Police holding society to ransom
MANY PEOPLE will, not unreasonably, conclude that Jamaica’s police force, playing on people’s real fear of crime, is attempting to hold the country to ransom to resist accountability. That must not be tolerated.
The latest evidence of this are the reports in this newspaper this week of senior police officers reprising long-standing complaints against the Independent Commission of Investigations (INDECOM) and how the behaviour of that agency supposedly deters police officers from doing their jobs, including engaging criminals.
INDECOM, established six years ago, is the agency that investigates complaints of misbehaviour against the security forces, including, as a matter of course, all cases of fatal shootings. It was formed because the public had lost confidence in the ability of the police, who previously killed nearly 300 people annually, to investigate themselves. And another shot by a quasi-independent body did not fare particularly better.
COPS COMPLAIN
It is unclear that this outcome can be attributed entirely to INDECOM, but it is a fact that since its launch, police homicides have halved. That, in most societies, would be deemed a good thing. In Jamaica, though, cops complain of INDECOM’s chilling effect. The argument is that police officers fear being interrogated and charged if they engage gunmen. So they drop their hands.
“I work on a team where people are straight front-line (operational officers),” one police officer said. “Now, you can see the apprehension and tentativeness in officers to carry out certain duties.”
We find the implications of that statement astounding, unless the “certain duties” to which this senior officer referred are outside the law, or contrary to the operating procedures of the Jamaica Constabulary Force (JCF). Indeed, no police need operate with fear if they behave in accordance with the policies of the JCF, which, on paper, are quite good.
Jamaica, we appreciate, has high levels of crime. More than 1,000 people are murdered each year. Its murder rate, heading towards 50 per 100,000, is among the world’s worst. The fear of crime runs deep. In the circumstances, the style of the paramilitary-type police force, which developed a reputation for inefficiency and corruption, was to fight fire with fire. It hasn’t helped that the country has not put sufficient resources into citizens’ safety and security and that law-enforcement efforts are often undermined by a slow justice system.
But what it clear is that this approach to crime-fighting hasn’t worked. Until a decline – since reversed – in the first three years of the second decade of the 2000s, homicide, for nearly three decades, was on a sharp upward spiral in Jamaica. There is consensus that the constabulary as currently structured – no matter whatever else is done to deal with the issue – is incapable of beating the problem. The force, as Rear Admiral Hardley Lewin, the former army chief who had a stint as police commissioner, recently puts it, is in need of transformation, not reform.
Its members, including senior officers, however, continue to resist. Professor Anthony Clayton, who has studied the force and has advised on these efforts, has called for “strong leadership inside the JCF” to overcome this culture of resistance. That, however, can’t be left only to the current police commissioner, Carl Williams. It needs, too, as Prof Clayton said, “consistent pressure from outside”.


[The problem] Please transcribe every entry below exactly, without including the pictures.

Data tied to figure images
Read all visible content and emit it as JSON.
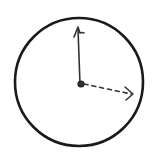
{
  "diagram": {
    "type": "hand-drawn vector diagram",
    "elements": [
      {
        "name": "circle",
        "cx": 79,
        "cy": 82,
        "r": 65,
        "stroke": "#1a1a1a"
      },
      {
        "name": "origin-point",
        "cx": 80,
        "cy": 84
      },
      {
        "name": "solid-vector",
        "from": [
          80,
          84
        ],
        "to": [
          77,
          28
        ],
        "style": "solid"
      },
      {
        "name": "dashed-vector",
        "from": [
          80,
          84
        ],
        "to": [
          133,
          95
        ],
        "style": "dashed"
      }
    ],
    "colors": {
      "stroke": "#1a1a1a",
      "background": "#ffffff"
    }
  }
}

[Exercise result]
Read all visible content and emit it as JSON.
{
  "diagram": {
    "type": "hand-drawn vector diagram",
    "elements": [
      {
        "name": "circle",
        "cx": 79,
        "cy": 82,
        "r": 65,
        "stroke": "#1a1a1a"
      },
      {
        "name": "origin-point",
        "cx": 80,
        "cy": 84
      },
      {
        "name": "solid-vector",
        "from": [
          80,
          84
        ],
        "to": [
          77,
          28
        ],
        "style": "solid"
      },
      {
        "name": "dashed-vector",
        "from": [
          80,
          84
        ],
        "to": [
          133,
          95
        ],
        "style": "dashed"
      }
    ],
    "colors": {
      "stroke": "#1a1a1a",
      "background": "#ffffff"
    }
  }
}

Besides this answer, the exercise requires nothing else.